Even with that pressure, Rendón relished the chance to explore a lesser-known chapter of the artist’s life. “I was tapping into more of her younger side that people don’t know about if they aren’t familiar with ‘Just Kids’ [Smith’s memoir] or they haven’t seen footage of her from ’68. She’s actually quite girlish — she worked at a bookstore, and she’s not at CBGB yet,” she said, referencing the iconic East Village venue that also played host to the Ramones and Talking Heads.

The shoot itself was “a fast and furious experience — we didn’t have a ton of time together because we were shooting on film, so things moved very quickly,” Rendón said. Despite that, working so closely with Matt Smith was “a lovely experience…Matt immediately embraced me, and we have really fun chemistry.
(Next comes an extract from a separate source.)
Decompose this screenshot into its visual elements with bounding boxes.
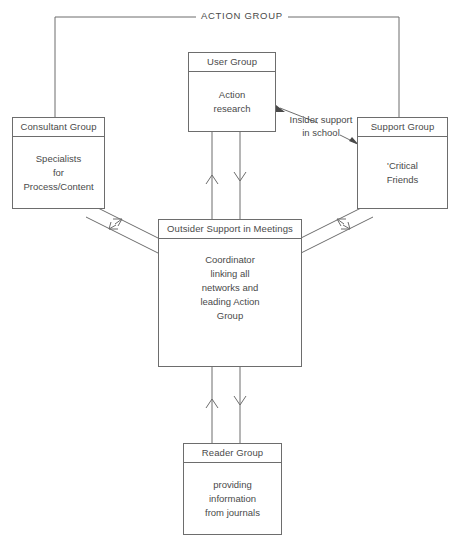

And then we got to work together in another movie shortly after — we’re playing very strange lovers to each other in both of them.”

For Smith himself, embodying the radical photographer (he died of AIDS in 1992 at age 42) was a far cry from his own breakout role on “Doctor Who,” presenting both “different challenges and different opportunities.” But his approach to his craft has remained largely the same across period dramas, biopics, and beloved sci-fi franchises alike: “You work as hard as you can on the research phase, and you make that as detailed and focused as possible, and then try to be as inventive as you can on the day.” (When asked about the newest star of “Doctor Who,” Jodie Whittaker, who made history as the first woman to take up the mantle, he revealed he’d been following her season closely. “She’s a fabulous Doctor – I always knew she would be!” he said. “Wonderful actor, wonderful person, and I’m a huge fan of her work.”)

Producer Eliza Dushku praised Smith’s performance in “Mapplethorpe” just as highly. “I hope everyone gets to see him and gets to know Robert through this lens,” she said. Her own first encounter with the photographer came at her brother Nate’s insistence — and involved a transatlantic flight. “I was doing ‘Dollhouse’ in LA, and there was an exhibit in Florence where they had surrounded the David statue with Mapplethorpes. I had to film on a Friday and a Monday, and so we flew to Florence for a day and went and saw this exhibit, and we just started consuming all things Robert,” she explained. “It was really special for us what a courageous artist he was. Especially then, for him to be striving so hard to have other people see that which he found so beautiful — it takes balls!”

In many ways, Dushku has been a trailblazer in her own right. Two months on from her op-ed about the toxic culture at CBS, the change she called for is underway, but she’s conscious that there’s more work to be done. “I think every woman wants to be able to go to work and not feel demeaned or threatened, and I would say if these big corporations are truly looking to have a culture change, NDAs are not a way to make women – or men, for that matter – feel safe,” she said. “We could do a lot in removing the NDA from our reality.”